Celebrities have traditionally used handlers and publicists to protect them from fans and from themselves. But Twitter’s ability to connect them directly to their audiences has made it the garbage dump of choice for their every opinion and non sequitur.

In other words, it’s a public gaffe waiting to happen.

"Sharing so much often backfires and invites negative feedback, which is difficult for most celebrities to take in," Seth Meyers, a Los Angeles clinical psychologist who counts several celebrities among his patients, wrote in an email. "They quit Twitter,
or their publicist tells them they need to quit for the sake of their career."

Celebrities often quit because of a gaffe: Courtney Love quit several times, once after posting revealing pictures of herself. Following an ill-informed tweet about the Penn State scandal, Ashton Kutcher handed "management" of his 11.5 million follower feed
to Katalyst Network, a media company he co-founded, "as a secondary editorial measure," as he put it in a blog post.

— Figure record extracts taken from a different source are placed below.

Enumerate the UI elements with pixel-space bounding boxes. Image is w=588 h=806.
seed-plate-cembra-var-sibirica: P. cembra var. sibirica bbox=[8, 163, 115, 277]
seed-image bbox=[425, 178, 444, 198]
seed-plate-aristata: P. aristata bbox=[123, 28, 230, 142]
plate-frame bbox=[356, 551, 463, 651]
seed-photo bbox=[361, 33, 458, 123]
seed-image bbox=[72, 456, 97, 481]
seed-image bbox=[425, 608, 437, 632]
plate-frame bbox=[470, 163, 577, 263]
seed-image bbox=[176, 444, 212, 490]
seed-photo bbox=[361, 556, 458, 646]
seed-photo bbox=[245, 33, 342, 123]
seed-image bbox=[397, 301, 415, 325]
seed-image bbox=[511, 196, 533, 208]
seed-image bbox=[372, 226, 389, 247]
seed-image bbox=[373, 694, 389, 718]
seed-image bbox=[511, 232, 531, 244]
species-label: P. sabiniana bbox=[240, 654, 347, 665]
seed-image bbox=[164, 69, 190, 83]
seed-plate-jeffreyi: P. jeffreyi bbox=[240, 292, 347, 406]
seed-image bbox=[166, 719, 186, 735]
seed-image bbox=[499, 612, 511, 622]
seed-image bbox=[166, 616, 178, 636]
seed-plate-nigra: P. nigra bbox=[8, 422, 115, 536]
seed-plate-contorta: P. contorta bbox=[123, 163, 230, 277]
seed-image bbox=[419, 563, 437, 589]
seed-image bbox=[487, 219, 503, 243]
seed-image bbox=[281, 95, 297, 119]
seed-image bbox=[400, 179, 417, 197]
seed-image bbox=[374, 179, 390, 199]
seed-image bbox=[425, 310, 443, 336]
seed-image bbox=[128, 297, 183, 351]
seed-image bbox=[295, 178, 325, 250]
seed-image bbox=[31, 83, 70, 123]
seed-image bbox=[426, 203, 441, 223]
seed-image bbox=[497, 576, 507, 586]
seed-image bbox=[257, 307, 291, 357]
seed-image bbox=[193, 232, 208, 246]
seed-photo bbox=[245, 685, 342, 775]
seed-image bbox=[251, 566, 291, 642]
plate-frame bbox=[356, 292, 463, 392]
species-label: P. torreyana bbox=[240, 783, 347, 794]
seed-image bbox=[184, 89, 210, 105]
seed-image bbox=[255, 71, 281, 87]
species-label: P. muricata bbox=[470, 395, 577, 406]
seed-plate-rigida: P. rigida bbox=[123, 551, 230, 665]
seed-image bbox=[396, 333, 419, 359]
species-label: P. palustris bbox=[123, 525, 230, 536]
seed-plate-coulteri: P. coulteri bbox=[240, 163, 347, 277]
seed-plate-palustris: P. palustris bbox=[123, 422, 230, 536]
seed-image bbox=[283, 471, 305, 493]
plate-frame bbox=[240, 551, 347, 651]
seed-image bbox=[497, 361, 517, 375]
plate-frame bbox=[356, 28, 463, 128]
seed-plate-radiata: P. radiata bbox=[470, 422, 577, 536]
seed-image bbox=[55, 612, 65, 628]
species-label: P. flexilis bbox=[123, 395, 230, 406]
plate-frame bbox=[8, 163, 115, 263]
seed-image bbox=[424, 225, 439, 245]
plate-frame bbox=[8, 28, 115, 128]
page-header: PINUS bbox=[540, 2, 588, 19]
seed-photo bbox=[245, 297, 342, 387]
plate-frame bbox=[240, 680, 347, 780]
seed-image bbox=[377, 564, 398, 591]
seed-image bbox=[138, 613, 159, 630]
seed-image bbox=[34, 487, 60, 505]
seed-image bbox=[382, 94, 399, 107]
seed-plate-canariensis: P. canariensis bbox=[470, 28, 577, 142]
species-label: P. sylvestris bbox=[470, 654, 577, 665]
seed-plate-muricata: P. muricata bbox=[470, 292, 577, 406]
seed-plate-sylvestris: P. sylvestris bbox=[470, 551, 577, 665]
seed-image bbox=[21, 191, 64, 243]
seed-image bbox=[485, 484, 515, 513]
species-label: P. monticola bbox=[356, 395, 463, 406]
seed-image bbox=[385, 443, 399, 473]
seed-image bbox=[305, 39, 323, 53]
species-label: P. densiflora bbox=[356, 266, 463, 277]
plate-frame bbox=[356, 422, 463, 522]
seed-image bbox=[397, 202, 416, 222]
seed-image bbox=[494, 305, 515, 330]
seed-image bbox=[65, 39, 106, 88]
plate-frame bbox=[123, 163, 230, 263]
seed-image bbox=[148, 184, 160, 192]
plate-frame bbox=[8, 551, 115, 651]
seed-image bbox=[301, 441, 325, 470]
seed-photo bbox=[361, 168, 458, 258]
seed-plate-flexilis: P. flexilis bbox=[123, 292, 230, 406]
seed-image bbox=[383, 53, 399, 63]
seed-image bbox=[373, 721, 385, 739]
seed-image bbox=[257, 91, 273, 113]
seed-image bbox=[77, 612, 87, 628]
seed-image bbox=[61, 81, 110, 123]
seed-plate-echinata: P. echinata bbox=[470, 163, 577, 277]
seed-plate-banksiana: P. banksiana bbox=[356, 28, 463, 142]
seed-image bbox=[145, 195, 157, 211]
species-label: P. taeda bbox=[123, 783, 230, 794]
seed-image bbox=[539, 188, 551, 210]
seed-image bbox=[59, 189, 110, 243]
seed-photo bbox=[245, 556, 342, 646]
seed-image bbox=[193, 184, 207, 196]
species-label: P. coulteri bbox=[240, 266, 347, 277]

But quit as they might, many celebrities leave Twitter only to find they can’t stay away. For Baldwin and Allen, it was their second time quitting. (Baldwin gave no explanation, tweeting simply, "It’s been fun." Allen’s latest hiatus lasted only a few hours.)
Nicki Minaj, Chris Brown, John Mayer, Miley Cyrus and many others have done likewise — with Mayer indicating that he came back "by popular demand."

The actor James Franco quit over corporate friction caused by some of his eccentric tweets. He later came back, reserving his feed strictly for professional promotion.

"’My thought was: ‘This is my Twitter. I can do whatever I want,"’ he told Politico in April 2011. "But certain companies I work with contacted me about what I was saying."

Meyers noted that life as a celebrity often creates narcissists, "drawn to Twitter" because they "need constant feedback from others to keep up their grandiose image of themselves."

That need creates a habit that’s hard to kick.